Document Type

Article

Original Publication Date

2013

Journal/Book/Conference Title

BMC Bioinformatics

Volume

14

DOI of Original Publication

10.1186/1471-2105-14-74

Comments

Originally published at http://dx.doi.org/10.1186/1471-2105-14-74

Date of Submission

September 2014

Abstract

Background

In methylome-wide association studies (MWAS) there are many possible differences between cases and controls (e.g. related to life style, diet, and medication use) that may affect the methylome and produce false positive findings. An effective approach to control for these confounders is to first capture the major sources of variation in the methylation data and then regress out these components in the association analyses. This approach is, however, computationally very challenging due to the extremely large number of methylation sites in the human genome.

Result

We introduce MethylPCA that is specifically designed to control for potential confounders in studies where the number of methylation sites is extremely large.

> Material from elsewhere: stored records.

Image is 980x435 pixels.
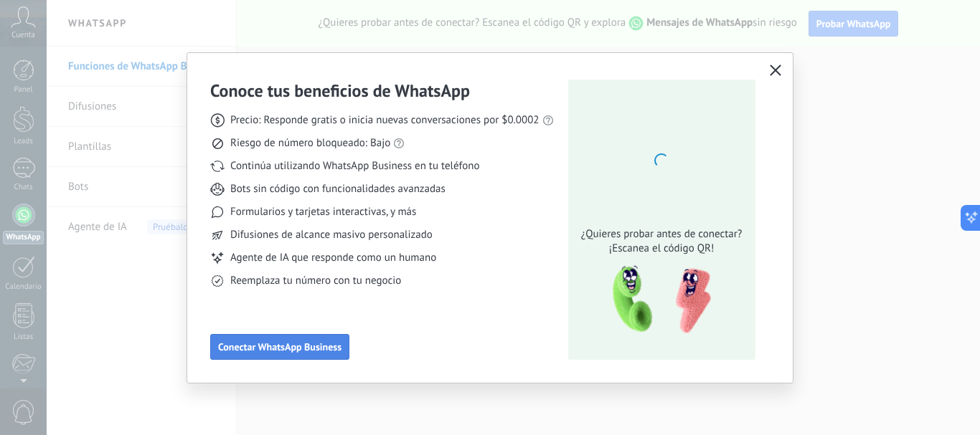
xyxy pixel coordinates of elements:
h3: Conoce tus beneficios de WhatsApp [210,79,470,102]
span: ¡Escanea el código QR! [577,242,746,256]
span: Conectar WhatsApp Business [218,342,342,352]
span: Agente de IA que responde como un humano [230,251,436,266]
span: Continúa utilizando WhatsApp Business en tu teléfono [230,160,479,174]
button: Conectar WhatsApp Business [210,334,350,360]
span: Precio: Responde gratis o inicia nuevas conversaciones por $0.0002 [230,113,539,127]
span: Reemplaza tu número con tu negocio [230,274,401,288]
span: ¿Quieres probar antes de conectar? [577,227,746,242]
span: Bots sin código con funcionalidades avanzadas [230,182,446,196]
span: Difusiones de alcance masivo personalizado [230,228,432,242]
span: Riesgo de número bloqueado: Bajo [230,136,391,151]
img: qr-pic-1x.png [600,262,714,339]
span: Formularios y tarjetas interactivas, y más [230,205,416,219]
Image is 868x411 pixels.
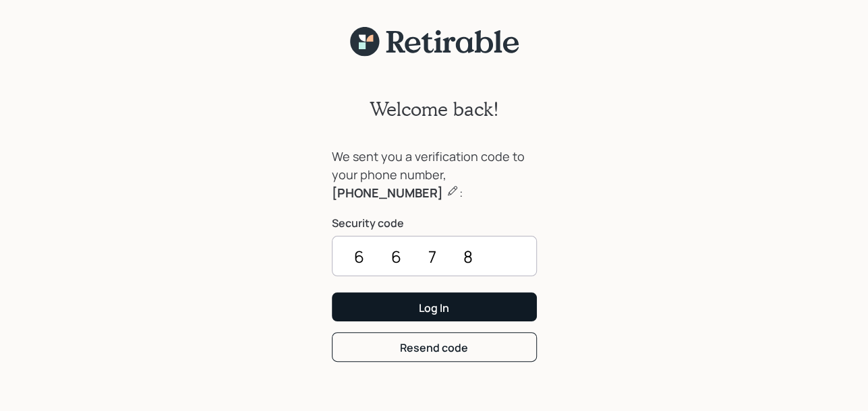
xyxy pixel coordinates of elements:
[332,185,443,201] b: [PHONE_NUMBER]
[332,236,537,277] input: ••••
[332,148,537,202] div: We sent you a verification code to your phone number, :
[332,216,537,230] label: Security code
[332,332,537,361] button: Resend code
[332,292,537,321] button: Log In
[419,301,450,316] div: Log In
[400,340,469,355] div: Resend code
[370,97,499,121] h2: Welcome back!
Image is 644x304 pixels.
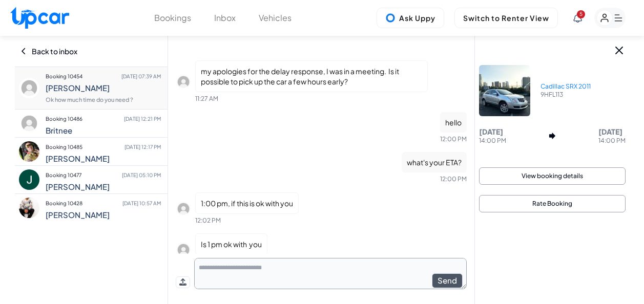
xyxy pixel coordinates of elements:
button: Switch to Renter View [455,7,558,28]
button: Vehicles [259,12,291,24]
p: 14:00 PM [479,137,506,145]
p: Booking 10477 [46,168,161,182]
span: [DATE] 07:39 AM [121,69,161,84]
p: Booking 10428 [46,196,161,210]
span: 12:00 PM [440,175,466,182]
p: Booking 10485 [46,140,161,154]
p: Cadillac SRX 2011 [540,82,591,91]
span: 12:02 PM [195,217,221,224]
p: [DATE] [479,126,506,137]
p: 9HFL113 [540,91,591,99]
img: profile [176,201,191,217]
img: profile [19,169,39,190]
img: profile [19,197,39,218]
img: Upcar Logo [10,7,69,29]
h4: [PERSON_NAME] [46,210,161,219]
img: profile [19,141,39,162]
p: 14:00 PM [598,137,625,145]
p: my apologies for the delay response, I was in a meeting. Is it possible to pick up the car a few ... [195,61,428,92]
img: Uppy [385,12,395,23]
p: Ok how much time do you need ? [46,92,161,107]
p: Is 1 pm ok with you [195,233,268,255]
span: 12:00 PM [440,135,466,143]
p: Booking 10454 [46,69,161,84]
p: Booking 10486 [46,112,161,126]
div: Back to inbox [20,36,163,66]
p: [DATE] [598,126,625,137]
p: what's your ETA? [401,152,466,172]
img: profile [176,74,191,89]
button: Rate Booking [479,195,625,212]
span: 11:27 AM [195,95,218,102]
img: profile [19,113,39,134]
button: Ask Uppy [376,7,444,28]
span: [DATE] 12:21 PM [124,112,161,126]
span: [DATE] 05:10 PM [122,168,161,182]
img: profile [19,78,39,98]
button: Bookings [154,12,191,24]
span: You have new notifications [576,10,585,18]
h4: Britnee [46,126,161,135]
div: View Notifications [573,13,582,22]
img: Car Image [479,65,530,116]
button: Send [432,273,463,288]
span: [DATE] 10:57 AM [123,196,161,210]
span: [DATE] 12:17 PM [124,140,161,154]
img: profile [176,242,191,257]
button: View booking details [479,167,625,185]
button: Inbox [214,12,236,24]
h4: [PERSON_NAME] [46,182,161,191]
p: 1:00 pm, if this is ok with you [195,192,299,213]
h4: [PERSON_NAME] [46,84,161,92]
p: hello [440,112,466,132]
h4: [PERSON_NAME] [46,154,161,163]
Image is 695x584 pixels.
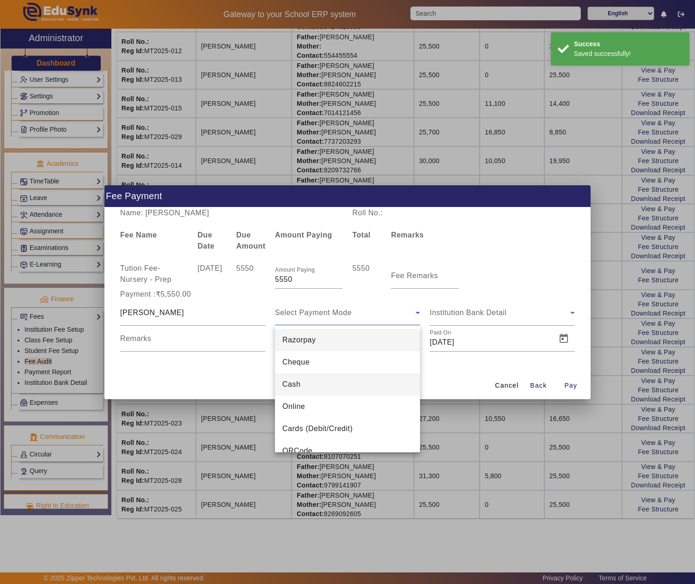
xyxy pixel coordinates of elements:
div: Success [574,39,683,49]
span: Cards (Debit/Credit) [283,424,353,435]
div: Saved successfully! [574,49,683,59]
span: QRCode [283,446,313,457]
span: Cash [283,379,301,390]
span: Cheque [283,357,310,368]
span: Online [283,401,305,412]
span: Razorpay [283,335,316,346]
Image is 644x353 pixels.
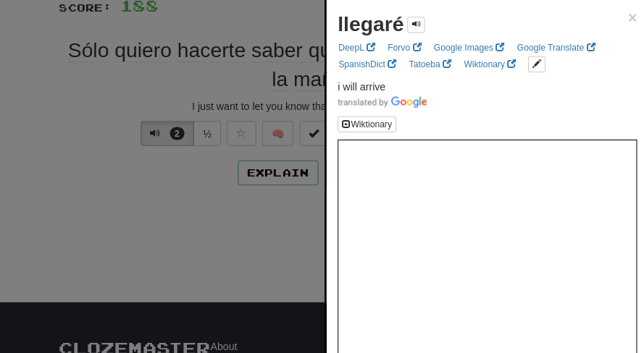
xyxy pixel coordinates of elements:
button: edit links [525,57,542,73]
a: Forvo [381,40,423,56]
img: Color short [337,97,425,108]
button: Close [624,11,632,26]
span: × [624,10,632,27]
a: Google Images [428,40,507,56]
a: Google Translate [510,40,596,56]
a: SpanishDict [333,57,399,73]
a: Wiktionary [457,57,517,73]
a: Tatoeba [403,57,453,73]
a: DeepL [333,40,378,56]
span: i will arrive [337,81,384,92]
button: Wiktionary [337,116,395,132]
strong: llegaré [337,14,402,36]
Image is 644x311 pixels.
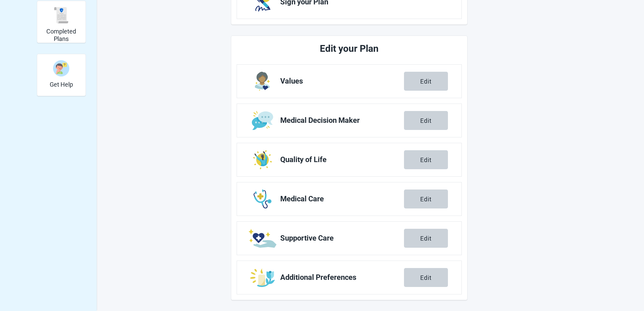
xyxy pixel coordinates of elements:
a: Edit Quality of Life section [237,143,462,176]
span: Medical Care [280,195,404,203]
img: svg%3e [53,7,69,23]
a: Edit Additional Preferences section [237,261,462,294]
div: Edit [420,196,432,202]
div: Completed Plans [37,0,86,43]
h2: Completed Plans [40,28,83,42]
div: Edit [420,117,432,124]
div: Edit [420,78,432,84]
h2: Get Help [50,81,73,88]
span: Additional Preferences [280,273,404,281]
button: Edit [404,229,448,247]
span: Values [280,77,404,85]
button: Edit [404,268,448,287]
div: Edit [420,274,432,281]
span: Supportive Care [280,234,404,242]
span: Quality of Life [280,156,404,164]
button: Edit [404,72,448,91]
a: Edit Medical Decision Maker section [237,104,462,137]
button: Edit [404,150,448,169]
div: Edit [420,156,432,163]
button: Edit [404,189,448,208]
img: person-question-x68TBcxA.svg [53,60,69,76]
a: Edit Supportive Care section [237,222,462,255]
h2: Edit your Plan [262,41,437,56]
a: Edit Medical Care section [237,183,462,216]
span: Medical Decision Maker [280,116,404,124]
div: Get Help [37,54,86,96]
button: Edit [404,111,448,130]
a: Edit Values section [237,64,462,98]
div: Edit [420,235,432,242]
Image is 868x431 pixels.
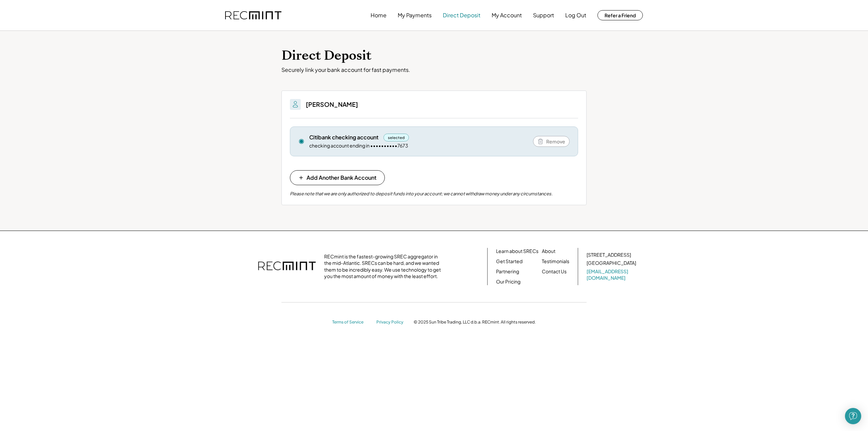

MethylPCA offers a complete and flexible data analysis including 1) an adaptive method that performs data reduction prior to PCA by empirically combining methylation data of neighboring sites, 2) an efficient algorithm that performs a principal component analysis (PCA) on the ultra high-dimensional data matrix, and 3) association tests. To accomplish this MethylPCA allows for parallel execution of tasks, uses C++ for CPU and I/O intensive calculations, and stores intermediate results to avoid computing the same statistics multiple times or keeping results in memory. Through simulations and an analysis of a real whole methylome MBD-seq study of 1,500 subjects we show that MethylPCA effectively controls for potential confounders.

Conclusions

MethylPCA provides users a convenient tool to perform MWAS. The software effectively handles the challenge in memory and speed to perform tasks that would be impossible to accomplish using existing software when millions of sites are interrogated with the sample sizes required for MWAS.

Rights

© 2013 Chen et al; licensee BioMed Central Ltd. This is an Open Access article distributed under the terms of the Creative Commons Attribution License (http://creativecommons.org/licenses/by/2.0), which permits unrestricted use, distribution, and reproduction in any medium, provided the original work is properly cited.

Is Part Of

VCU Biostatistics Publications

1471-2105-14-74-s1.docx (52 kB)
User guide of the software.

1471-2105-14-74-s2.docx (70 kB)
Supplemental material with a brief proof of the Equations (1)-(3), detail on the simulation study, and description of laboratory procedures and QC of the real methylation data.